I could continue with the lyric, but that's not the real reason for this post. Rather, it's to offer up some mini book reviews of my own; thoughts on a quartet of releases from Applause Theatre and Cinema Books and Limelight Editions.
These two imprints of Hal Leonard are amazing for the sheer volume and diversity of titles that they release every year. There are four titles that I've gotten recently that I really want to highlight, starting with Denny Martin Flinn's "The Great American Book Musical: A Manifesto, A Monologue, A Manual", from Limelight. Flinn is really a traditionalist when it comes to musical theater and the book musical in particular. In this very opinionated, and often insightful treatise (which does in fact carry traits of all of the subtitles), he discusses first the evolution of the book musical and then, moves on to analyze its various components, by deftly dissecting classics like My Fair Lady, West Side Story, and Fiorello!. Readers may not always agree with what Flinn has to say, but there's little doubting his passion for the subject, and that's probably most important, because his zeal makes "Great American" a terrific read for practitioners and fans alike.
Also on the musicals front, and from Applause, is the Sixth Edition of "Broadway Musicals: Show by Show" – an updated edition of Stanley Green's invaluable reference on musical theater. This new volume has been updated by Green's widow, Kay Green, and now, "Show By Show" takes readers through the 2007 calendar year, with descriptions, cast lists, and song titles for shows like Curtains, The Drowsy Chaperone, Spring Awakening and Avenue Q. Throughout my life, whether as a musical theater aficionado or as a journalist, I've found myself referring to "Show by Show" for both factual reference and sometimes more subjective reference. I'm truly grateful that the publishers and Green continue to update this one.
From Limelight comes another reference/critical study, "The Pulitzer Prize Plays: The First Fifty Years, 1917-1967" by Paul A. Firestone. This new book chronicles the plays and musicals that have won this prestigious award, grouping them works by theme. The book begins by looking at plays chronicling "Family Life," and then, moves on topics like "Social Protest" and "Political Heroes." For each script that Firestone discusses, he details the plots in lucid detail and includes salient historical information about the pieces' first productions (cast list, opening date, and venue).

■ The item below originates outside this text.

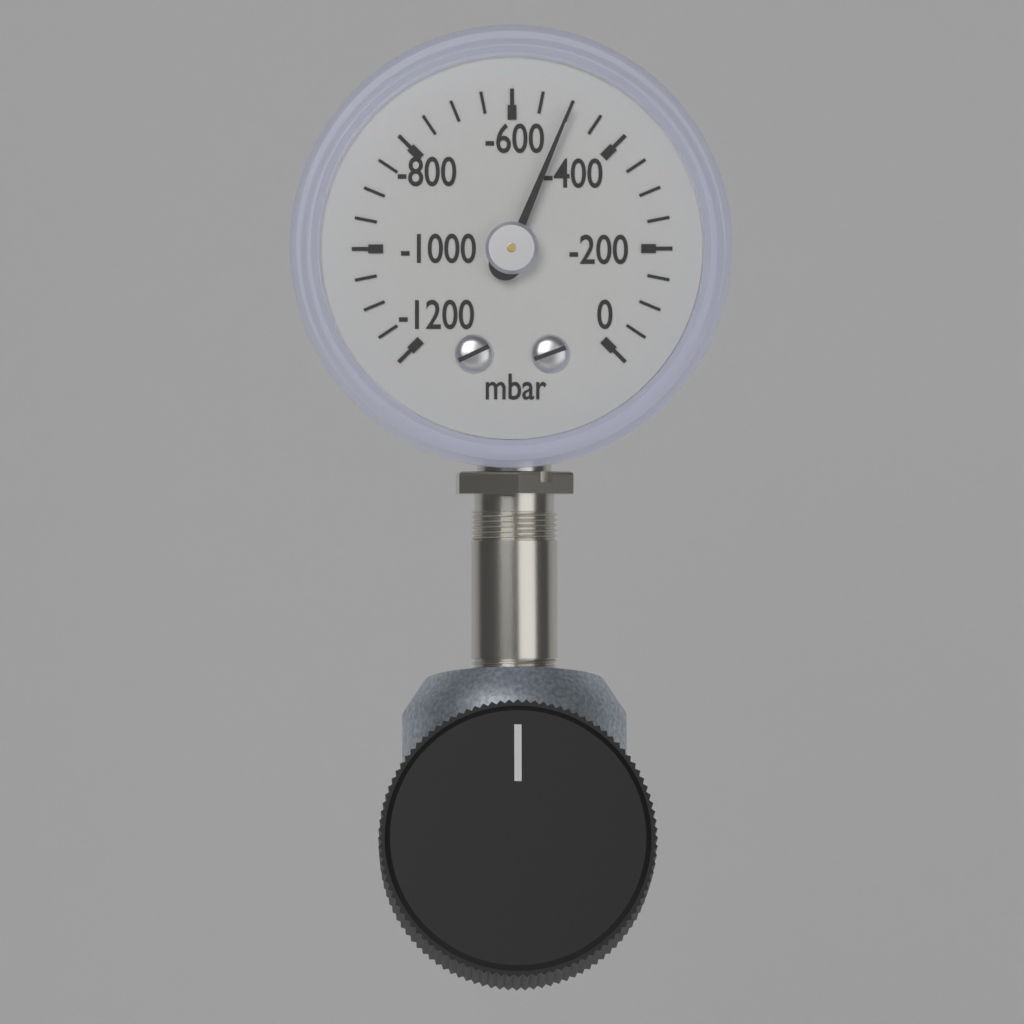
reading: -500 mbar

There are times when Firestone's prose sounds as if it comes from the period he's covering. When describing the plays Long Day's Journey Into Night, Look Homeward Angel and The Subject Was Roses, he writers that "in these plays, there is a great quantity of liquor consumed, bordering on alcohol addiction…Booze is the approved drug used as an escape…" And, in this style lies part of the book's charm. As readers go through descriptions of plays like Maxwell Anderson's Both Your Houses and Robert E. Sherwood's There Shall Be No Light, it almost feels as if one is reading a piece that comes from the period in which these plays were written. The book is rounded out by a fascinating appendix that lists the jurors for the Pulitzer season-by-season and a handy bibliography. It will be interesting to see if Firestone or another author can develop a similar book to take readers through the subsequent years of the Pulitzer.
Finally, let me mention one critical assessment of a single playwright that comes form Limelight: it's William W. Demastes' "Spalding Gray's America", which offers a thoughtful overview of the late monologist's life and work. Demastes' exceptionally readable prose makes "America" a title fit for both academics and the casual reader interested in Gray.